People like to say that Clorindo Testa--the great Argentinean architect that died yesterday only a few months shy of his 90th birthday--remained a child for his whole life.  When it came to the city, his brand of childishness was expressed in his refusal to accept the well known English proverb admonishing that "you can't have your cake and eat it too."

His two most important buildings for Buenos Aires--the National Library and the Bank of London--display, in Clorindo's both heroic and mischievous way, the kind of architecture that results from having it both ways.

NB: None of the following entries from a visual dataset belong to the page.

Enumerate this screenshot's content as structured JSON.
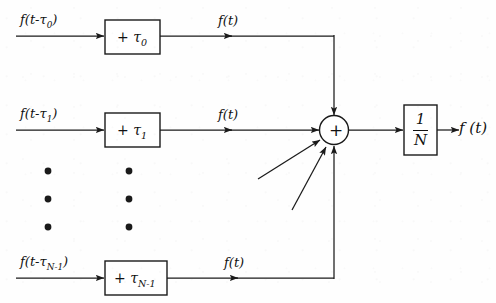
{
  "diagram": {
    "line_color": "#1a1a1a",
    "text_color": "#111111",
    "background_color": "#fefefe"
  },
  "branches": [
    {
      "id": "branch-0",
      "input_label": "f(t-τ",
      "input_sub": "0",
      "input_close": ")",
      "block_op": "+",
      "block_tau": "τ",
      "block_sub": "0",
      "output_label": "f(t)"
    },
    {
      "id": "branch-1",
      "input_label": "f(t-τ",
      "input_sub": "1",
      "input_close": ")",
      "block_op": "+",
      "block_tau": "τ",
      "block_sub": "1",
      "output_label": "f(t)"
    },
    {
      "id": "branch-n-1",
      "input_label": "f(t-τ",
      "input_sub": "N-1",
      "input_close": ")",
      "block_op": "+",
      "block_tau": "τ",
      "block_sub": "N-1",
      "output_label": "f(t)"
    }
  ],
  "ellipsis": {
    "label": "vertical-ellipsis",
    "dot_count_per_column": 3,
    "column_count": 2
  },
  "summing_junction": {
    "symbol": "+",
    "name": "summing-junction",
    "input_count": 5
  },
  "scaling_block": {
    "numerator": "1",
    "denominator": "N",
    "name": "one-over-n-block"
  },
  "output": {
    "label": "f (t)"
  }
}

The competition brief for the library required the construction of an enormous building on a small, bucolic park along one of the edges of the city (hardly an innocent choice of site, as it had been the location of Evita and Juan Domingo Perón's residence, and Perón had been deposed only a few years earlier.)  In one of his legendary sketches, Clorindo showed how he intended to both deploy a muscular building and keep the park uninterrupted: book stacks below ground, reading areas way up above, and the park rolling in between, framed by the four elephantine legs of the structure.

If the library's mechanism to have its cake and eat it too is the section, the bank's is the façade.  Again, Clorindo's sketches show how he does it: the monumental and highly expressive concrete piers of the bank not at all shy in their confrontation of the tall Ionic columns across the street while at the same time allowing the life of the city to permeate the public areas of his building.  Then the intermediate structures either cantilever from below or hung from above, allowing the overall interior space to develop a truly urban dimension.